The sheriff of Somerset, a florid, harassed-looking man in robes as scalloped as the awning over his separate bench, stood up. “He has, my lord.”

“And have you summoned by good summoners twelve free and lawful men from the neighborhood of Wolvercote Manor ready to declare on oath whether Lord Ralph of Wolvercote, father of the aforesaid Philip, was seized of his fee of the aforesaid manor on the day he died?”

“I have, my lord.” The sheriff waved toward a box nearby into which twelve men had been crammed like milk churns into a cart.

“Who speaks for them?”

One of the men extricated himself sufficiently to stand up. “I do, my lord. Richard de Mayne, knight, holding twelve virgates in the parish of Martlake. My land marches with Wolvercote’s on the north.”

“Have you and the others viewed the manor in this case?” The Chief Justiciar of England, like his voice, was thin. His head, which resembled a snake’s, moved slowly in the direction of his questions, giving the impression that it would strike at a lie like an adder at a frog.

“We have, my lord, and of our own knowledge we can say that Lord Wolvercote was receiving the rents and services. He died elsewhere, but we are in accord that he owned the manor at the time and that after his death his mother took possession of it, having previously occupied a dower house in the parish of Shepton.”

“That’s one answered,” Emma said. At Adelia’s look, she explained. “Two questions. Morte d’Ancestor asks just two questions… I can’t stand this, I swear I’m going to faint.”

Suddenly a new voice, a contralto, floated across the field, as unimpassioned as De Luci’s but considerably more beautiful. “My son was unlawfully hanged for treason by the king you serve.”

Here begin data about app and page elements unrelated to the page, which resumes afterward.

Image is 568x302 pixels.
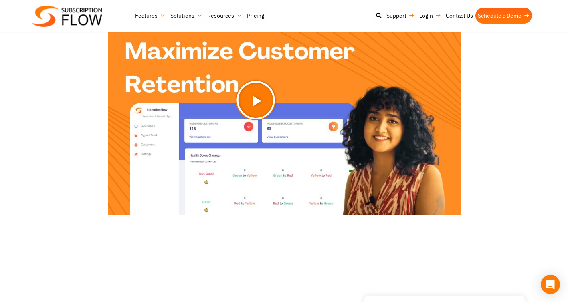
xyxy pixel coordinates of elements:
a: Support [384,8,417,24]
img: Subscriptionflow [32,6,102,27]
a: Login [417,8,443,24]
div: Open Intercom Messenger [541,275,560,294]
a: Features [133,8,168,24]
a: Contact Us [443,8,476,24]
a: Schedule a Demo [476,8,532,24]
a: Resources [205,8,245,24]
div: Play Video [256,100,296,140]
a: Solutions [168,8,205,24]
a: Pricing [245,8,267,24]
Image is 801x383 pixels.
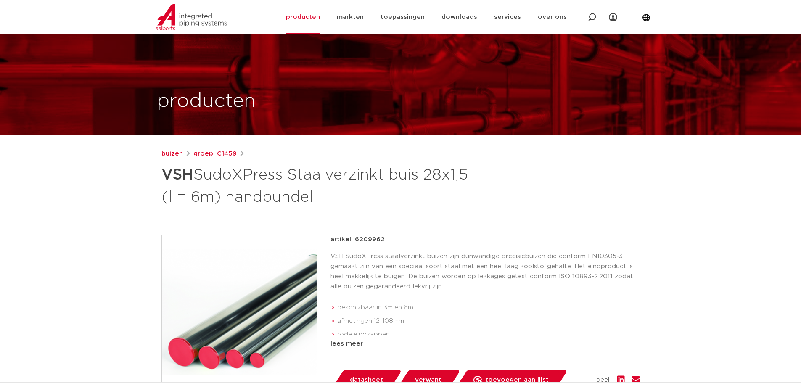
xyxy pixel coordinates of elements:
[337,301,640,315] li: beschikbaar in 3m en 6m
[162,167,194,183] strong: VSH
[337,315,640,328] li: afmetingen 12-108mm
[331,235,385,245] p: artikel: 6209962
[157,88,256,115] h1: producten
[331,339,640,349] div: lees meer
[331,252,640,292] p: VSH SudoXPress staalverzinkt buizen zijn dunwandige precisiebuizen die conform EN10305-3 gemaakt ...
[162,149,183,159] a: buizen
[194,149,237,159] a: groep: C1459
[162,162,478,208] h1: SudoXPress Staalverzinkt buis 28x1,5 (l = 6m) handbundel
[337,328,640,342] li: rode eindkappen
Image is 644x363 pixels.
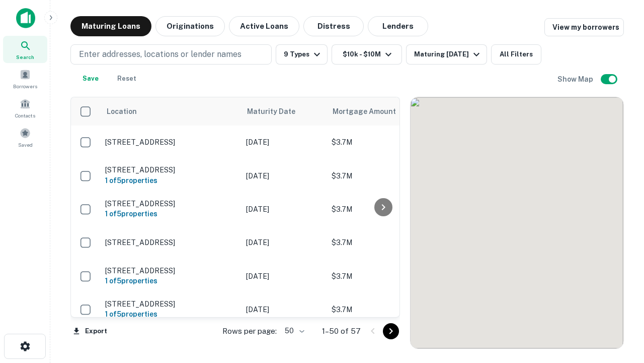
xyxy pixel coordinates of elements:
[71,16,152,36] button: Maturing Loans
[16,53,34,61] span: Search
[3,65,48,92] a: Borrowers
[276,44,327,64] button: 9 Types
[105,275,236,286] h6: 1 of 5 properties
[332,270,432,282] p: $3.7M
[491,44,542,64] button: All Filters
[332,237,432,248] p: $3.7M
[3,35,48,63] a: Search
[19,140,33,148] span: Saved
[332,170,432,181] p: $3.7M
[74,69,107,88] button: Save your search to get updates of matches that match your search criteria.
[332,137,432,147] p: $3.7M
[368,16,428,36] button: Lenders
[246,304,321,314] p: [DATE]
[322,325,361,337] p: 1–50 of 57
[105,238,236,246] p: [STREET_ADDRESS]
[383,323,399,339] button: Go to next page
[333,105,409,117] span: Mortgage Amount
[326,97,438,125] th: Mortgage Amount
[106,105,137,117] span: Location
[79,49,242,60] p: Enter addresses, locations or lender names
[332,44,402,64] button: $10k - $10M
[247,105,309,117] span: Maturity Date
[229,16,299,36] button: Active Loans
[71,44,272,64] button: Enter addresses, locations or lender names
[544,19,624,36] a: View my borrowers
[246,170,321,181] p: [DATE]
[105,266,236,275] p: [STREET_ADDRESS]
[246,137,321,147] p: [DATE]
[241,97,326,125] th: Maturity Date
[410,97,624,348] div: 0 0
[105,165,236,174] p: [STREET_ADDRESS]
[414,49,483,60] div: Maturing [DATE]
[105,175,236,185] h6: 1 of 5 properties
[3,95,48,121] a: Contacts
[105,199,236,208] p: [STREET_ADDRESS]
[246,270,321,282] p: [DATE]
[246,237,321,248] p: [DATE]
[332,304,432,314] p: $3.7M
[303,16,363,36] button: Distress
[13,82,37,90] span: Borrowers
[105,308,236,320] h6: 1 of 5 properties
[155,16,225,36] button: Originations
[281,323,306,338] div: 50
[105,138,236,147] p: [STREET_ADDRESS]
[100,97,241,125] th: Location
[110,69,143,88] button: Reset
[558,73,595,85] h6: Show Map
[222,325,277,337] p: Rows per page:
[71,323,109,338] button: Export
[594,250,644,299] iframe: Chat Widget
[332,203,432,215] p: $3.7M
[406,44,487,64] button: Maturing [DATE]
[16,8,35,28] img: capitalize-icon.png
[246,203,321,215] p: [DATE]
[105,299,236,308] p: [STREET_ADDRESS]
[3,124,48,151] a: Saved
[105,208,236,219] h6: 1 of 5 properties
[15,111,35,119] span: Contacts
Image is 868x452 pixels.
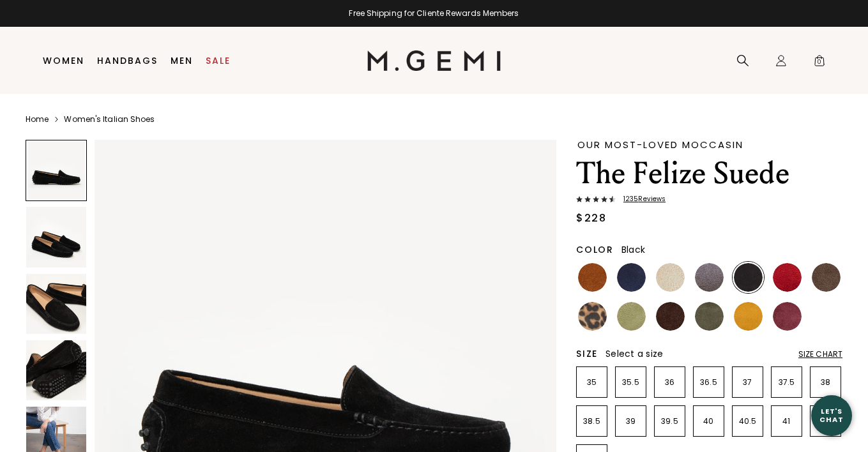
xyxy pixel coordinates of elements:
[813,56,826,69] span: 0
[616,195,665,203] span: 1235 Review s
[26,274,86,334] img: The Felize Suede
[97,56,158,66] a: Handbags
[621,244,645,256] span: Black
[734,263,763,292] img: Black
[577,377,607,388] p: 35
[616,377,646,388] p: 35.5
[617,263,646,292] img: Midnight Blue
[798,349,843,359] div: Size Chart
[606,347,663,360] span: Select a size
[170,56,193,66] a: Men
[811,263,841,292] img: Mushroom
[656,302,685,331] img: Chocolate
[25,114,49,125] a: Home
[656,263,685,292] img: Latte
[367,51,501,71] img: M.Gemi
[771,377,802,388] p: 37.5
[577,416,607,427] p: 38.5
[576,210,606,226] div: $228
[771,416,802,427] p: 41
[694,416,724,427] p: 40
[616,416,646,427] p: 39
[694,377,724,388] p: 36.5
[733,377,763,388] p: 37
[695,263,724,292] img: Gray
[655,377,685,388] p: 36
[733,416,763,427] p: 40.5
[695,302,724,331] img: Olive
[578,263,607,292] img: Saddle
[617,302,646,331] img: Pistachio
[576,195,843,206] a: 1235Reviews
[43,56,84,66] a: Women
[655,416,685,427] p: 39.5
[206,56,231,66] a: Sale
[26,340,86,400] img: The Felize Suede
[811,407,852,423] div: Let's Chat
[576,244,614,255] h2: Color
[772,263,802,292] img: Sunset Red
[578,302,607,331] img: Leopard Print
[64,114,155,125] a: Women's Italian Shoes
[26,207,86,267] img: The Felize Suede
[810,377,841,388] p: 38
[576,349,598,358] h2: Size
[810,416,841,427] p: 42
[734,302,763,331] img: Sunflower
[578,140,843,149] div: Our Most-Loved Moccasin
[576,156,843,192] h1: The Felize Suede
[772,302,802,331] img: Burgundy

The Justiciar’s head turned by inches toward the dowager’s chair. “My understanding is that your son was hanged for murder, madam, not treason. However, that matter is not in question here. Nor, as a woman, are you permitted to speak in this court. Address your remarks through your counselor.”

The intervention had caused a flurry among the lawyers surrounding the dowager’s chair, the eldest among them speaking urgently into her ear. He put a warning hand on her shoulder, but, with one white finger, the dowager flicked it away.

The Chief Justiciar hadn’t finished. “Master Thomas, your client has been summoned three times to attend before us, and only now has she appeared.”

“I do not recognize the authority of this court.” Again, the dowager’s voice rang out.

This time Master Thomas’s hand clamped on the woman’s shoulder and would not be removed. “My lord, my client begs your mercy. The procedure is new to her, as indeed it is to us all. Her age confuses her.”

There was a murmur of sympathy from the crowd; liked or not, the dowager was a woman of Somerset, a county that regarded even the adjoining Devonshire as a foreign land. “What you at?” somebody cried out, “comin’ down from Lunnon to bully that poor old soul.”

De Luci ignored the shout. “And now, Sir Richard…”

“Dear God, here it comes.” Emma’s grip on Adelia’s arm became painful. “The second question.”

“… can you attest that the plaintiff is the heir to Lord Ralph of Wolvercote?”

There was a shifting among the jurors in the box.